Returning to Tina Turner’s definition, a mere second hand emotion does not compel me to behave in the self-sacrificial manner that Christ exemplified on the cross. It takes much more than the world’s definition of love for me to look someone straight in the eyes with whom I disagree ideologically, and decide that I want what is best for them and not what would make me feel vindicated in the short term. Should we believe, like Whitney Houston, that all we need to do is learn to love ourselves better in order to find the source of love within our own hearts? I know myself too well to believe that to be true. I know that within myself is a deceitful heart (Jeremiah 17:9) that left to its own devices wants what it wants.
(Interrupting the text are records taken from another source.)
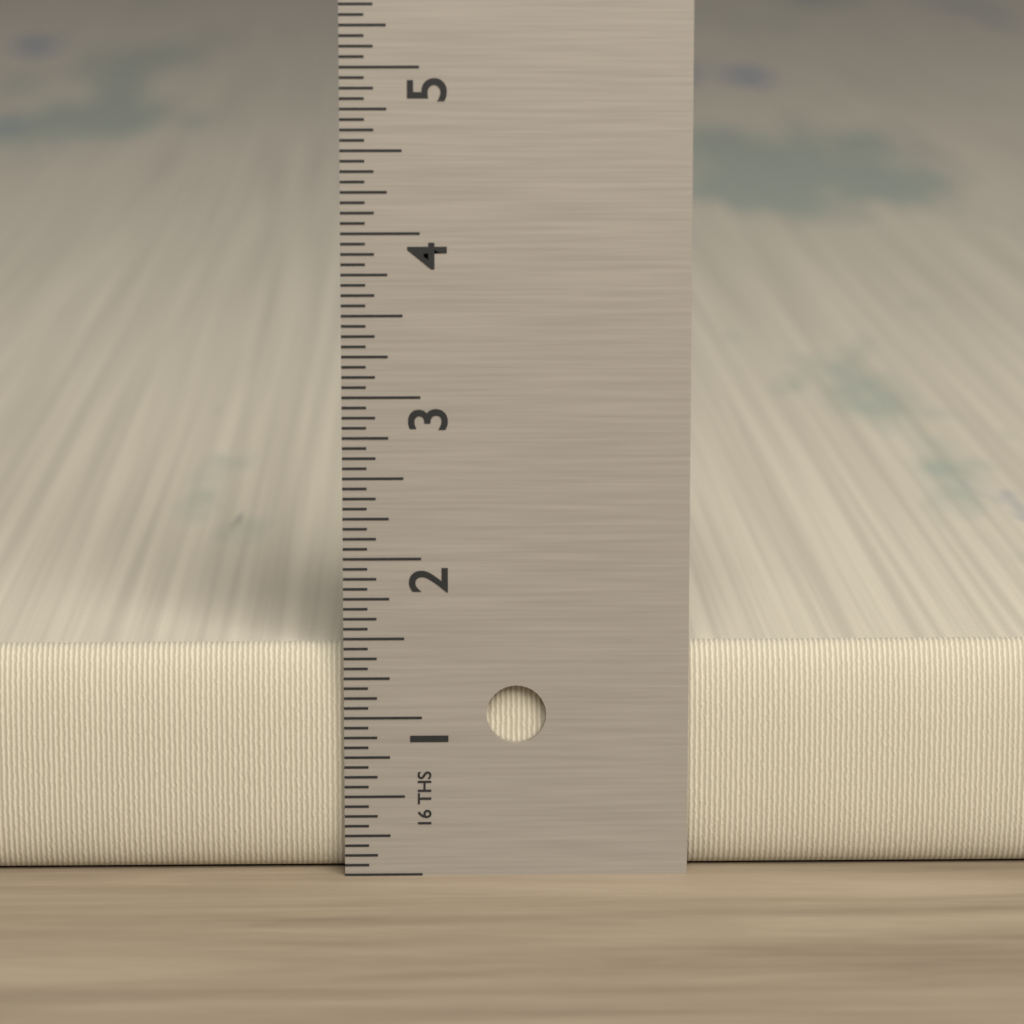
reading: 1.4375 in
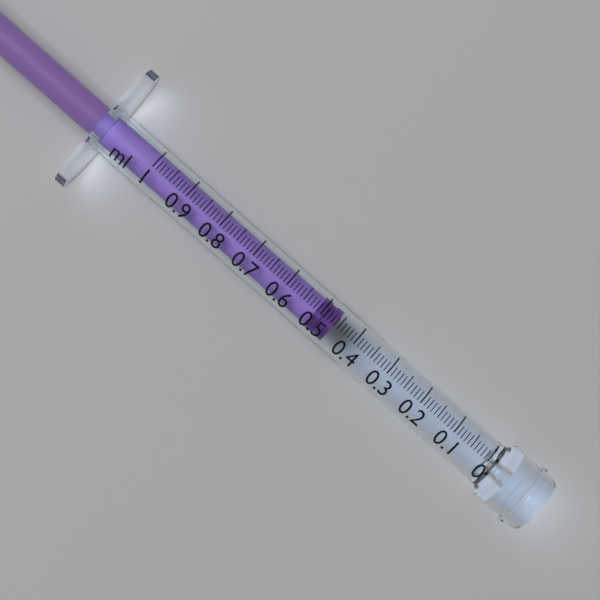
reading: 0.46 ml
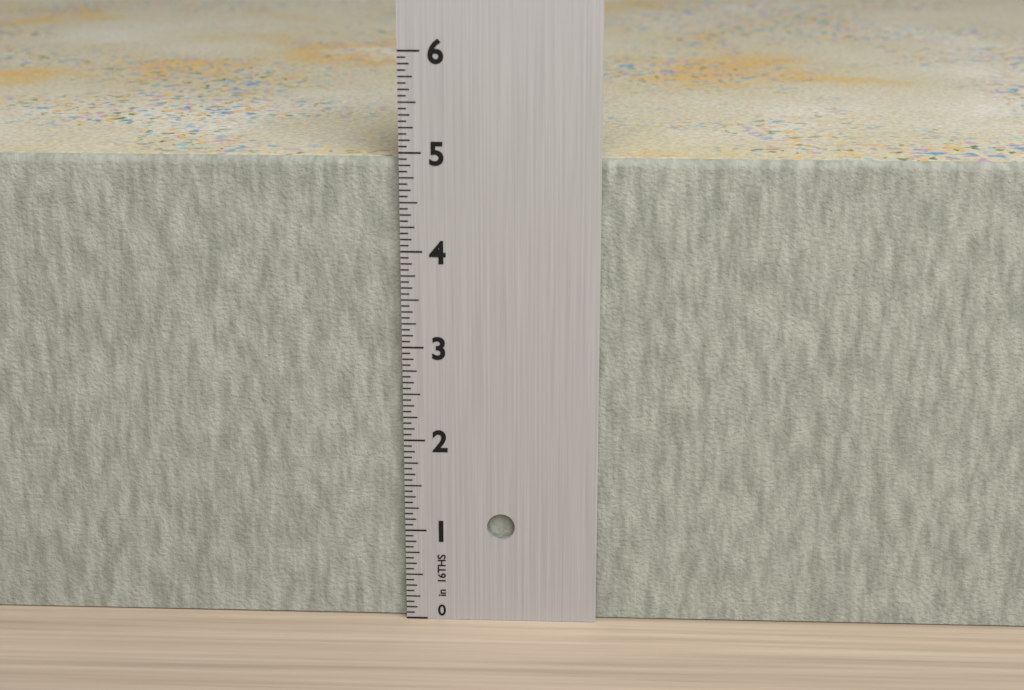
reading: 4.9375 in
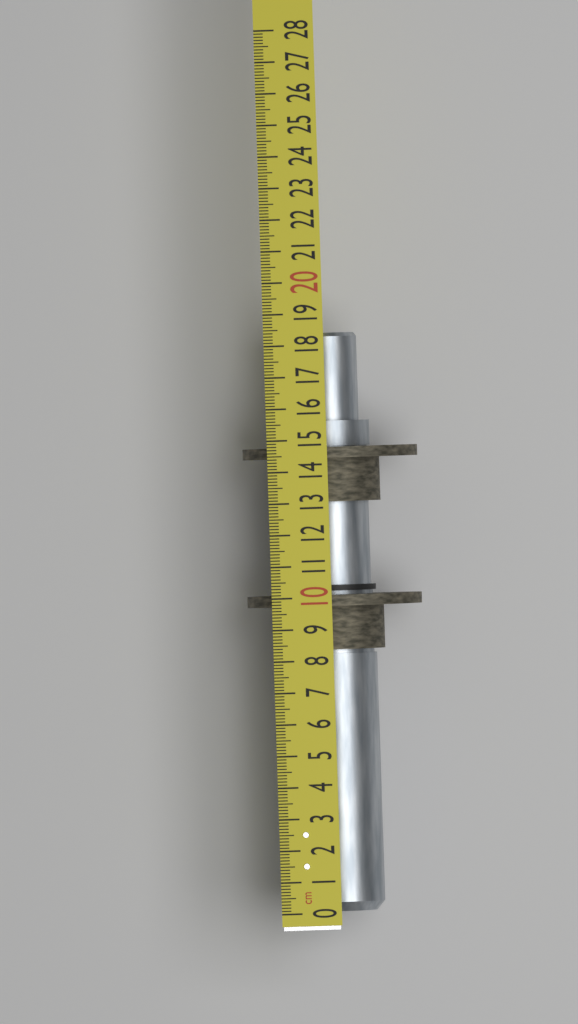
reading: 18.4 cm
Only by looking to an external standard, God and His Word, can I truly know how to love others correctly.

Real love is defined in 1 Corinthians 13:4-7, “Love is patient and kind; love does not envy or boast; it is not arrogant or rude. It does not insist on its own way; it is not irritable or resentful; it does not rejoice at wrongdoing, but rejoices with the truth. Love bears all things, believes all things, hopes all things, endures all things.” Patient, kind, humble, truthful, self-sacrificial love is the standard to which God’s Word holds us as Christ followers. It may not always feel groovy, but it is what God commands.